Aditya-L1 leaves ‘sphere of Earth’s influence’, navigating towards L1: Isro | India News

Aditya-L1 leaves ‘sphere of Earth’s influence’, navigating towards L1: Isro | India News



NEW DELHI: Isro on Saturday evening announced that Aditya L1 spacecraft has “travelled beyond a distance of 9.2 lakh kilometres from the Earth, successfully escaping the sphere of Earth’s influence”.
Even as the Isro is keeping a close watch on the movement of Aditya L1 to its destination point ‘L1’, it is simultaneously making preparations in full gear for its Venus mission ‘Shukrayaan’, which could be launched in December next year.
Aditya-L1 is the first Indian space-based observatory to study the Sun from a halo orbit around the first Sun-Earth Lagrangian point (L1), located roughly 1.5 million km from the Earth, which is about 1% of the Earth-Sun distance.
“It (Aditya L1) is now navigating its path towards L1. This is the second time in succession that Isro could send a spacecraft outside the sphere of influence of the Earth, the first time being the Mars orbiter mission,” Isro wrote on X.
The strategic location of L1 will enable Aditya-L1 to continuously observe the Sun without being hindered by eclipses or occultation, allowing scientists to study solar activities and their impact on space weather in real-time. The spacecraft’s data will help identify the sequence of processes that lead to solar eruptive events.
Isro chief S Somanath, meanwhile, said the mission to Venus, the brightest planet in the solar system, has already been configured and its payloads (scientific instruments) are being developed.
The December 2024 window is being targeted for its launch with orbital manoeuvres planned for the following year when earth and Venus would be so aligned that the spacecraft could be put in the neighbouring planet’s orbit using a minimum amount of propellant. The next similar window will be available in 2031.
Addressing the Indian National Science Academy in Delhi recently, the Isro chief had said, “Venus is a very interesting planet. It also has an atmosphere. Its atmosphere is so thick… The atmospheric pressure is 100 times that of Earth and it is full of acids. You cannot penetrate the surface. You don’t know if its surface is hard or not. Why are we trying to understand all of this? Earth could one day be Venus. I don’t know. Maybe 10,000 years later we (Earth) will change our characteristics. Earth was never like this. It was not a habitable place long long back.”
Missions to Venus launched earlier include European Space Agency’s Venus Express (orbited from 2006 to 2016) and Japan’s Akatsuki Venus Climate Orbiter (orbiting since 2016). Nasa’s Parker Solar Probe has made multiple flybys of Venus.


EXERCISE DETAILS: When you reach the line with "At what (x,y)" in the records below, begin transcribing exactly and continue up to and including the line with "pyautogui.click(x=<x>, y=<y>)", leaving out every picture.
----
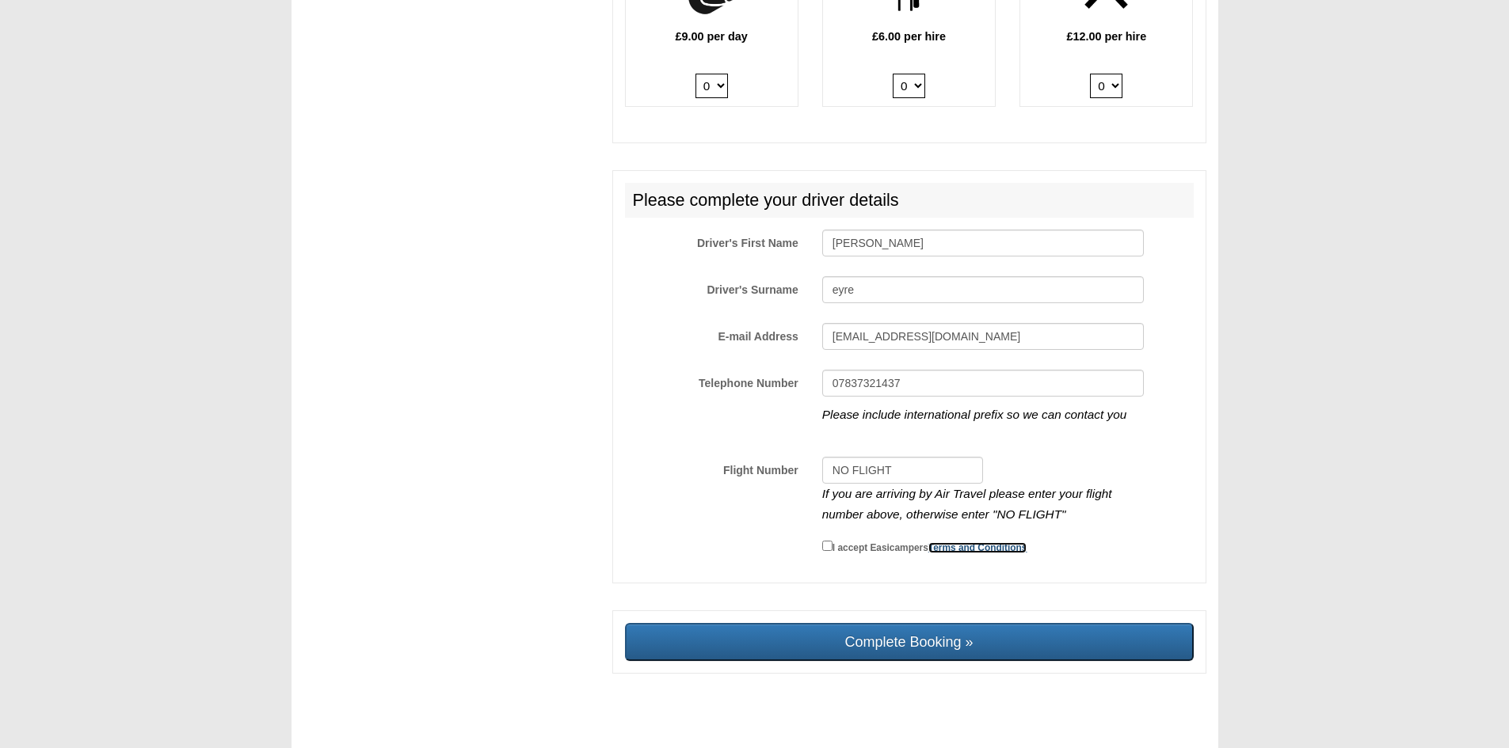 The width and height of the screenshot is (1509, 748). I want to click on i: If you are arriving by Air Travel please enter your flight number above, otherwise enter "NO FLIGHT", so click(967, 504).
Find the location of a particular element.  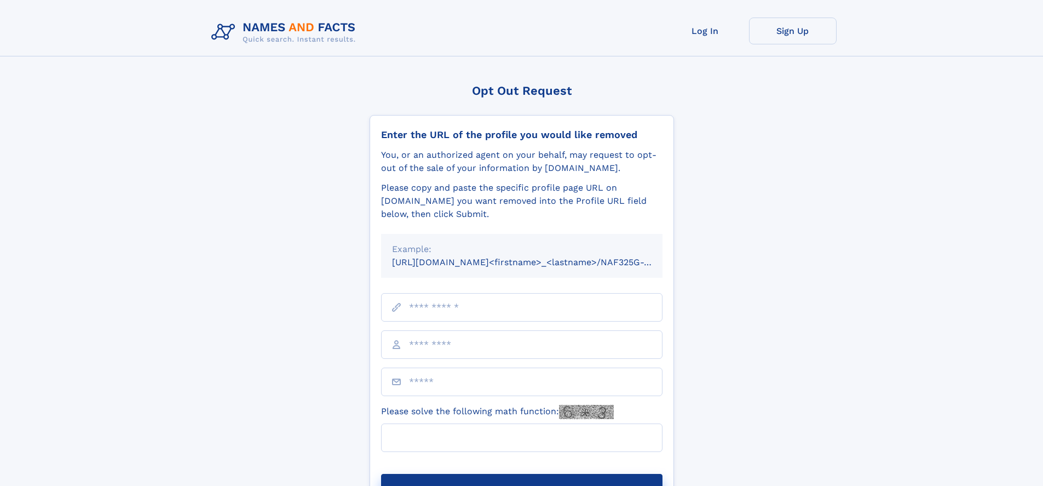

div: Example: is located at coordinates (522, 249).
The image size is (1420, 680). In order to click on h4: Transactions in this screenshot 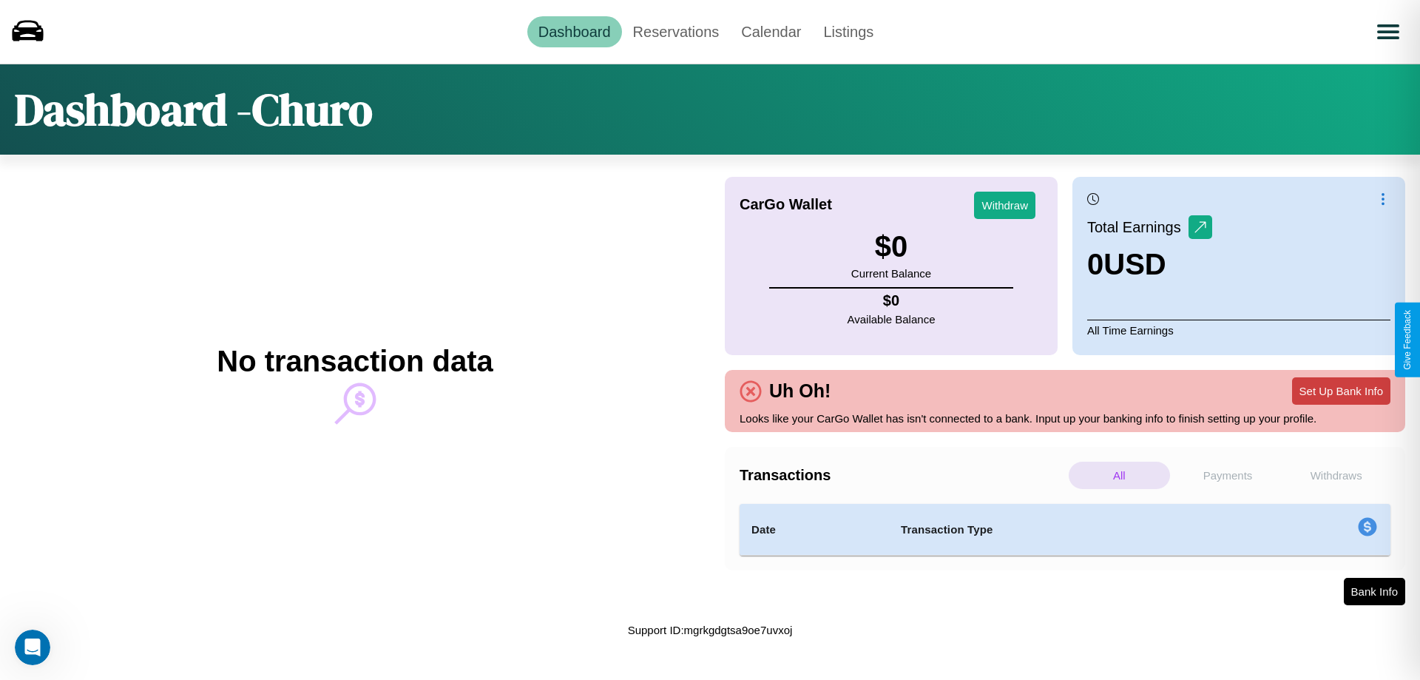, I will do `click(902, 475)`.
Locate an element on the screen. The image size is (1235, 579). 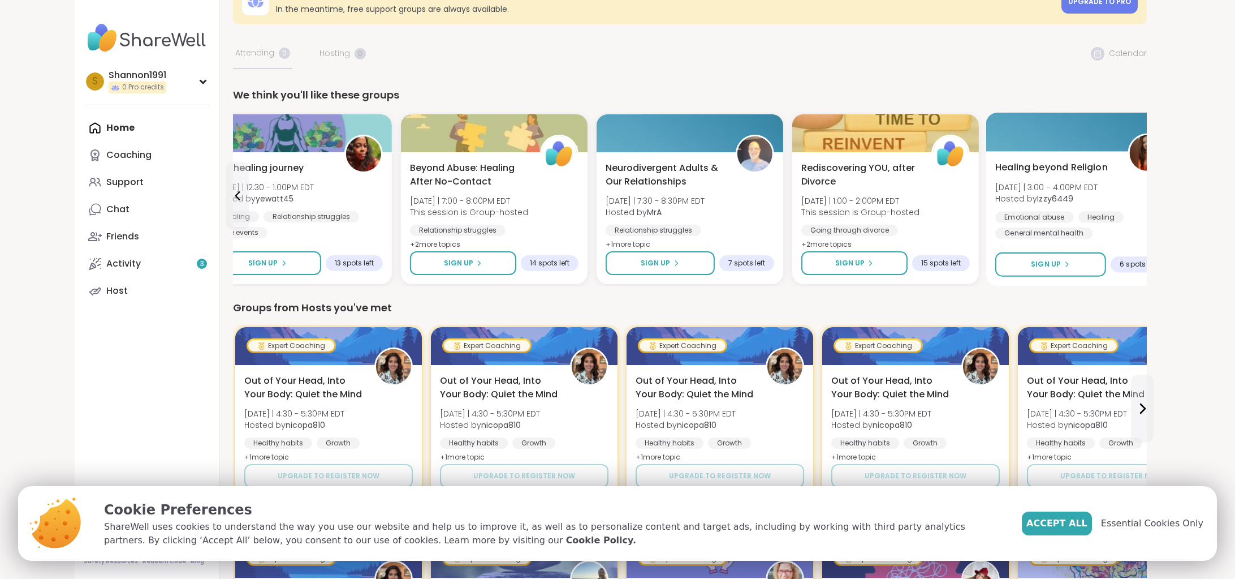
span: 13 spots left is located at coordinates (354, 263).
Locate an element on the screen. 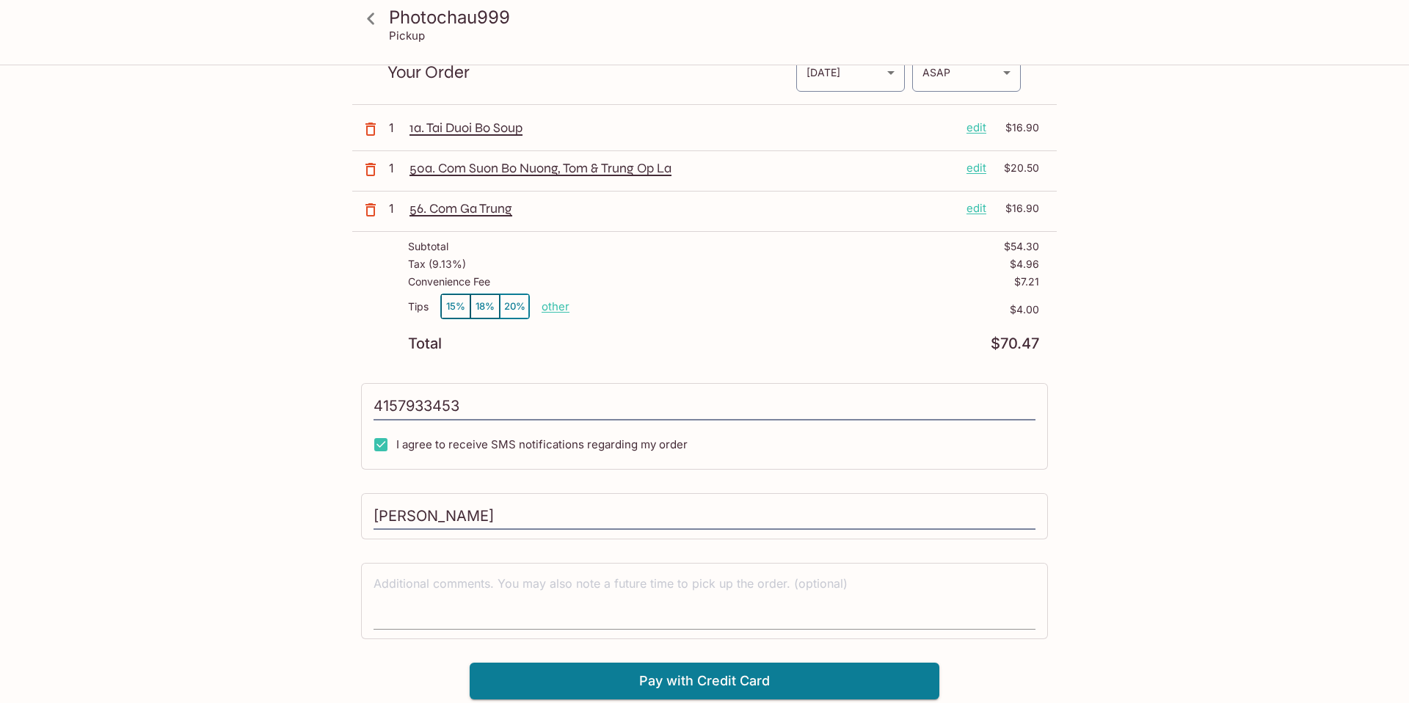 The height and width of the screenshot is (703, 1409). p: Subtotal is located at coordinates (428, 247).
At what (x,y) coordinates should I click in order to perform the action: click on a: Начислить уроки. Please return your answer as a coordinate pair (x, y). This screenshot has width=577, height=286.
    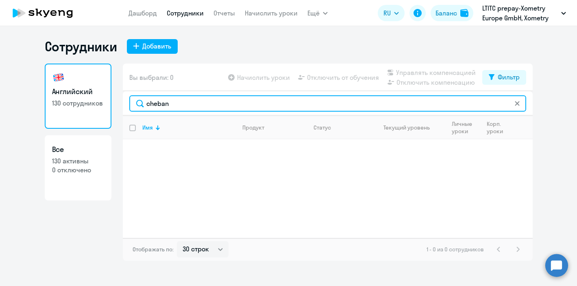
    Looking at the image, I should click on (271, 13).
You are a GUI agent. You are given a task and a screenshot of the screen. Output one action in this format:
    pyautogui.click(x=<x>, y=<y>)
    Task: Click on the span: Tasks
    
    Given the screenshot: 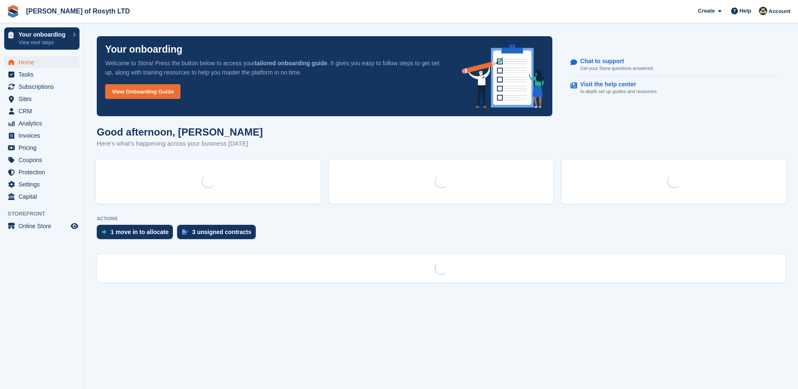 What is the action you would take?
    pyautogui.click(x=44, y=74)
    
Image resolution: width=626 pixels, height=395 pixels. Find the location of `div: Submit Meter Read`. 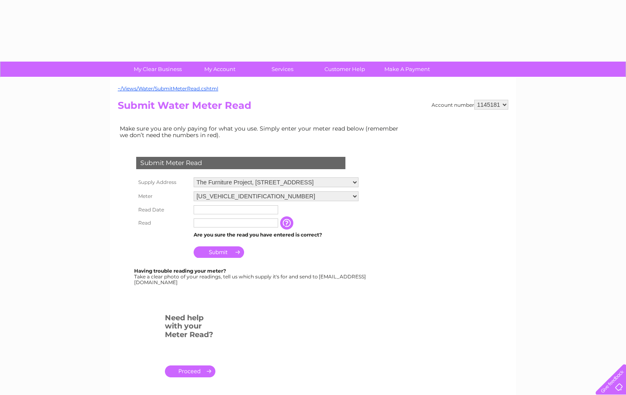

div: Submit Meter Read is located at coordinates (241, 163).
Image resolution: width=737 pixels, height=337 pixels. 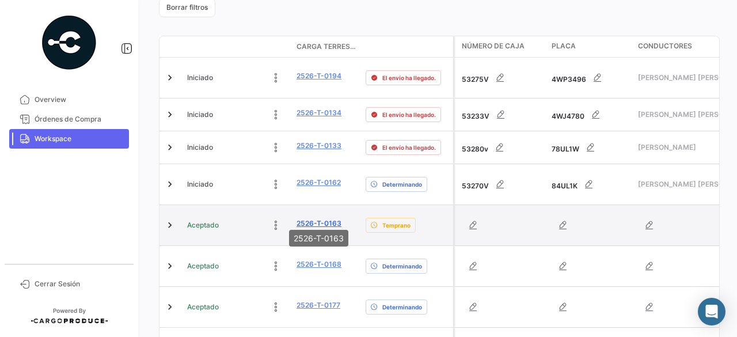 I want to click on div: Abrir Intercom Messenger, so click(x=712, y=312).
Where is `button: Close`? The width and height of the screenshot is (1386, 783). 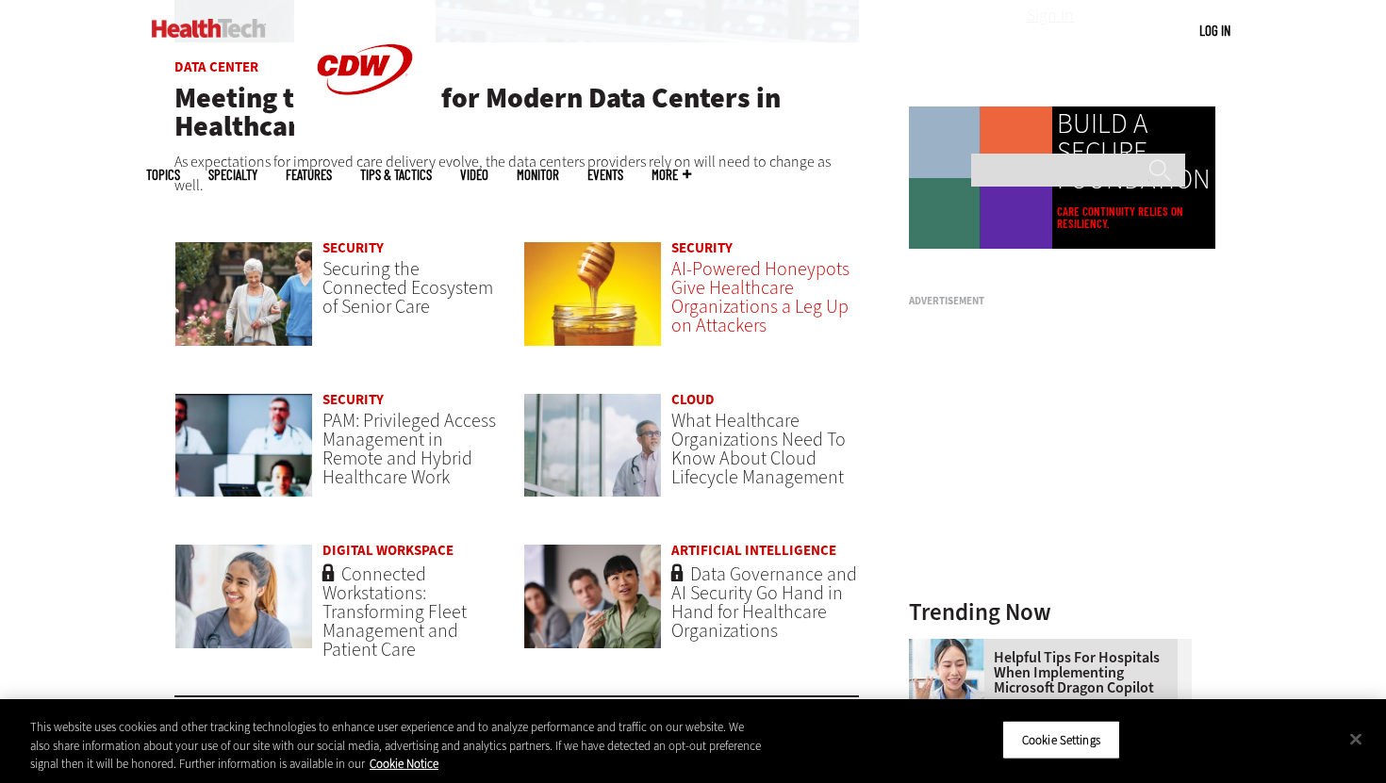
----
ANSWER FOR THIS EXERCISE:
At what (x,y) coordinates should I click in order to perform the action: click on a: Начислить уроки. Please return your answer as a coordinate pair (x, y). This screenshot has width=577, height=286.
    Looking at the image, I should click on (271, 13).
You are a GUI agent. You are given a task and a screenshot of the screen. Output one action in this format:
    pyautogui.click(x=<x>, y=<y>)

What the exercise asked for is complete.